When notified that he and Jeanette Bermudez had been selected as Buffalo High School’s Triple ‘A’ Award winners for 2025-26, Parker Carlson’s mind went directly to his predecessors.
“I thought of the people who won it last year – Hope [Bjornson] and Mitchell [Friesz] – and I thought, ‘Wow, there’s no way I’m in the same class with those two,’” Carlson said. “I felt and still do feel a little undeserving, but it’s really great that all of our work is getting recognized. I think it’s just a really great honor to be memorialized with such a great group of people.”
Bermudez was similarly humbled.
“It’s crazy that I’m able to be the person the school picked to represent this,” she said.
It can take time for leadership qualities to emerge, but eventually those qualities cannot be hidden.
By nominating Brielle Sebey and Braxton Teschendorf for the Minnesota State High School League’s ExCEL Award, Buffalo High School has granted recognition that neither student was seeking, but both deserve.
The award, which represents Excellence in Community, Education and Leadership, is for juniors who participate in an MSHSL fine arts and/or athletic activity, hold a leadership position in their school, and volunteer in their community, among other stipulations.
Although she has quickly dismissed email invitations to join Google’s annual art contest in past years, BHS art teacher CiAnn Jackson suddenly felt a bolt of inspiration this school year.
The difference?
Senior student Benjamin Freshour, whose artistic skill, speed and “superpower” made him a natural fit for this year’s theme.
Buffalo High School invites community members to attend a Choral Showcase at 12:30 p.m. on Thursday, Feb. 12, in the Buffalo High School Performing Arts Center (PAC) following the cancellation of the Minnesota Music Educators Association (MMEA) Convention. The MMEA performance, originally scheduled for Thursday, Feb. 12, at the Minneapolis Convention Center, was canceled, but student musicians will still have the opportunity to share their work thanks to local collaboration and support.
Longtime Buffalo High School Theatre Director Tracy Hagstrom Durant recently received the National Federation of State High School Associations Outstanding Theatre Educator of the Year Award for Minnesota.

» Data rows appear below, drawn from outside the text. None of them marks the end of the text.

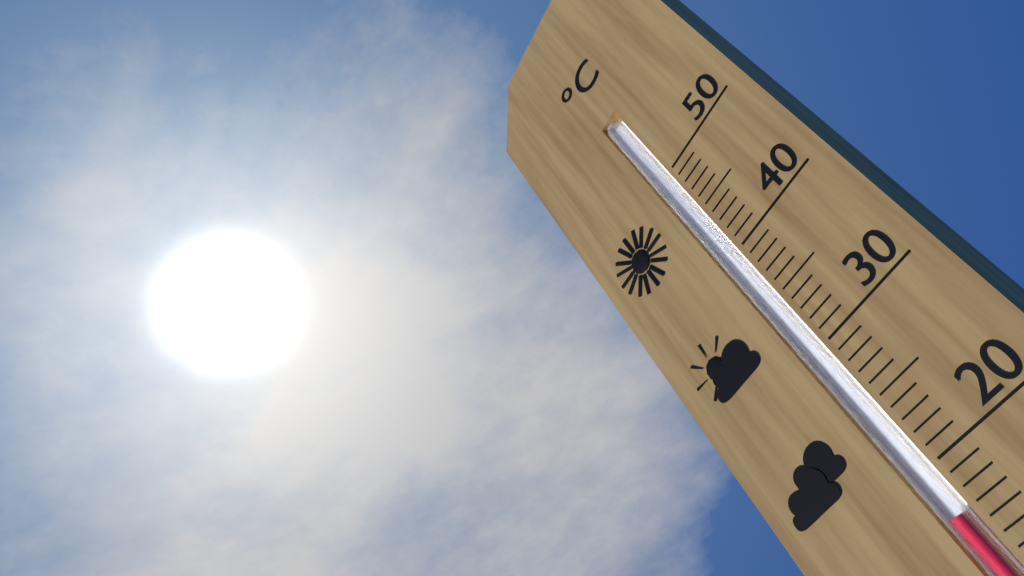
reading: 17 °C
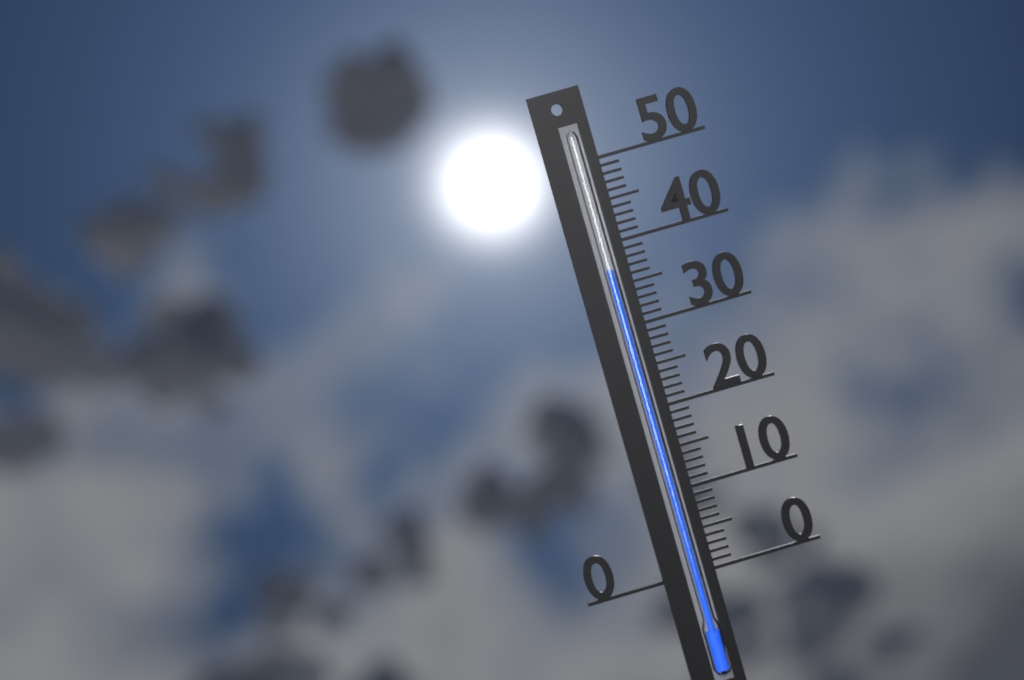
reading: 37 (no unit)
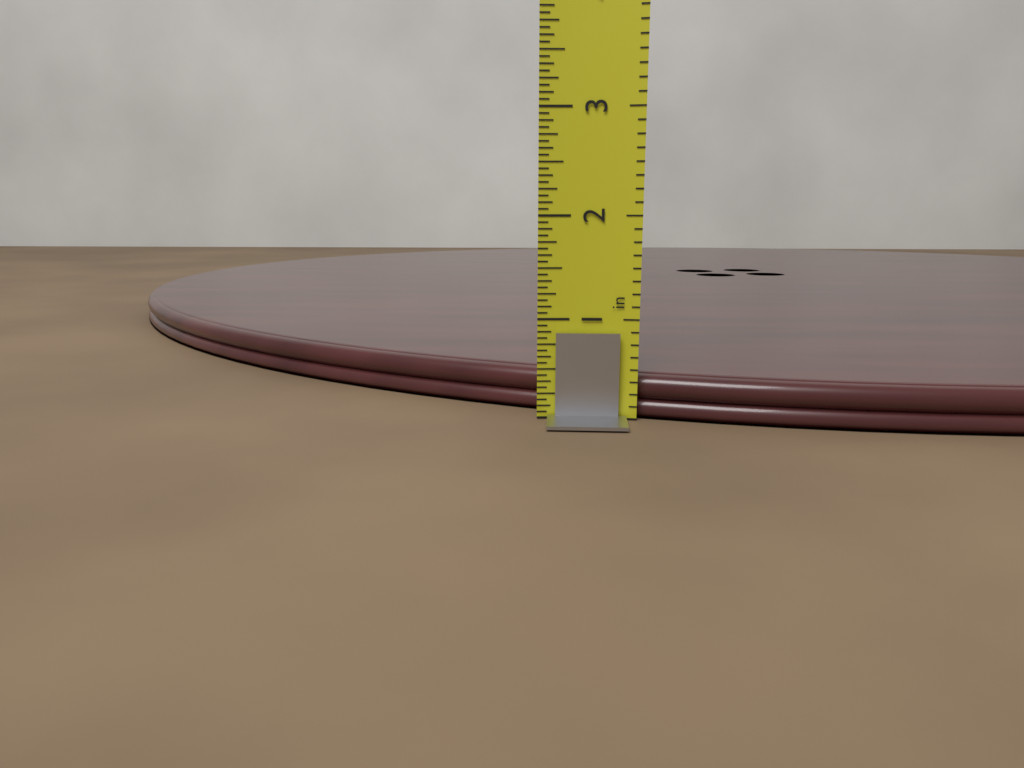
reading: 0.4375 in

The Library Learning Commons at Buffalo High School serves many purposes on a daily basis. It is a social gathering place, an expansive classroom, a study hall and a resource-rich destination for research.
In mid-November, the space also became a museum gallery.
Students in Tara Rosh and Dwight Monson’s CIS World History classes were tasked with choosing one of more than 70 possible topics to study in depth, then creating artifacts and information about their findings.